Understanding Diversions: The Water Column

A water column illustrates a top-to-bottom cross section of a body of water, plus its sediment particles - something like a rock core sample for water. In the case of the Mississippi River, the body of water perhaps most important to Louisiana's coastal wetlands, a water column contains billions upon billions of sediment particles.

Historically, this river changed course periodically, forming new land in different locations. Each year, during spring flooding, water levels overtopped the river banks, depositing sediment into the adjacent coastal wetlands. Today, the river's course is fixed and levees have replaced the river banks, preventing sediment from reaching the wetlands.

As the Caernarvon Freshwater Diversion Structure has shown, diverting fresh water before it gets to the Gulf is a highly productive method of protecting and restoring coastal marsh. But understanding how and why Caernarvon works, and applying that knowledge to future diversions, hinges on understanding the water column.

Using the Column in Freshwater Diversions

In freshwater diversions, like Caernarvon and the Davis Pond Structure currently under construction, water is diverted from the upper portions of the water column. This approach limits the amount of sediment entering the diversion outfall area while lowering salt levels and strengthening nearby freshwater marsh and plant life. The added growth, death and decay of plants does contribute to a base for new marsh to grow upon.

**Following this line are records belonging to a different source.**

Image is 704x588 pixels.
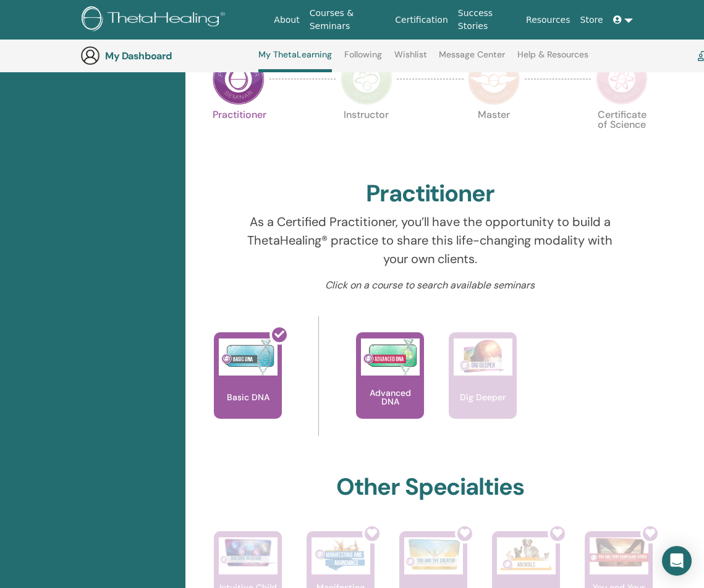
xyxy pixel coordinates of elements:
[394,50,426,69] a: Wishlist
[304,2,390,38] a: Courses & Seminars
[213,110,264,162] p: Practitioner
[246,278,614,293] p: Click on a course to search available seminars
[595,53,648,105] img: Certificate of Science
[219,338,278,376] img: Basic DNA
[214,332,282,443] a: Basic DNA Basic DNA
[356,389,424,406] p: Advanced DNA
[136,73,209,81] div: Keywords by Traffic
[496,538,555,575] img: Animal Seminar
[105,50,229,61] h3: My Dashboard
[517,50,588,69] a: Help & Resources
[213,53,264,105] img: Practitioner
[590,538,648,568] img: You and Your Significant Other
[32,32,136,42] div: Domain: [DOMAIN_NAME]
[258,50,331,72] a: My ThetaLearning
[468,53,520,105] img: Master
[47,73,110,81] div: Domain Overview
[453,338,512,376] img: Dig Deeper
[34,72,43,82] img: tab_domain_overview_orange.svg
[20,32,29,42] img: website_grey.svg
[268,8,304,31] a: About
[219,538,278,568] img: Intuitive Child In Me Young Adult
[453,2,521,38] a: Success Stories
[246,213,614,268] p: As a Certified Practitioner, you’ll have the opportunity to build a ThetaHealing® practice to sha...
[341,53,392,105] img: Instructor
[662,546,691,576] div: Open Intercom Messenger
[311,538,370,575] img: Manifesting and Abundance
[438,50,505,69] a: Message Center
[361,338,420,376] img: Advanced DNA
[389,8,453,31] a: Certification
[20,20,29,29] img: logo_orange.svg
[404,538,463,571] img: You and the Creator
[448,332,516,443] a: Dig Deeper Dig Deeper
[356,332,424,443] a: Advanced DNA Advanced DNA
[521,8,575,31] a: Resources
[341,110,392,162] p: Instructor
[34,20,61,29] div: v 4.0.25
[595,110,648,162] p: Certificate of Science
[366,180,495,209] h2: Practitioner
[468,110,520,162] p: Master
[123,72,133,82] img: tab_keywords_by_traffic_grey.svg
[344,50,382,69] a: Following
[455,393,511,401] p: Dig Deeper
[82,6,229,34] img: logo.png
[80,45,100,66] img: generic-user-icon.jpg
[336,474,525,501] h2: Other Specialties
[575,8,608,31] a: Store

Using the Column in Sediment Diversions

In a sediment diversion, sediment and water are both diverted from lower parts of the water column. A greater amount of sediment enters the outfall area. As the diverted sediment accumulates (or accretes), new marsh is formed. The accompanying fresh water helps offset saltwater intrusion into the new marsh and provides a steady stream of nutrients to the newly formed marsh. Sediment diversion is a much more expensive process than freshwater diversion.

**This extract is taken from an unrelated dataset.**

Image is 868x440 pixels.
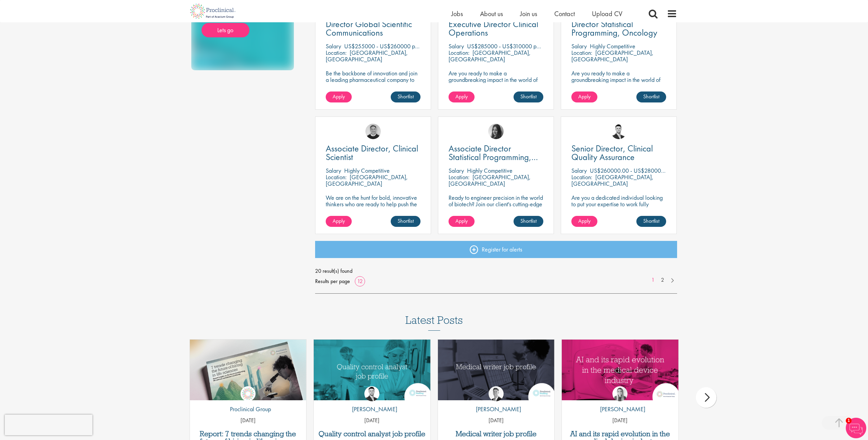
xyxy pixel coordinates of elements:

A cross section of a river's water column.

Freshwater Layers

This area of the water column is typically free of larger sediment particles. While sediment exists in the upper parts of the column, it is finer material like silts and clays -- materials with extremely small diameters.

It's important to note that the river's turbulence promotes mixing between the layers. As a result, there is never an even gradation between layers.

Sediment Layers

The larger particles tend to be located in the lower parts of the column and are predominantly sand. The concentration of sand within the column is generally lowest at the top of the column and highest just above the river's bottom (the riverbed).

Riverbed

In the bottom of the river, the "bedload" travels toward the Gulf of Mexico, where most of it is deposited in deep water beyond the continental shelf.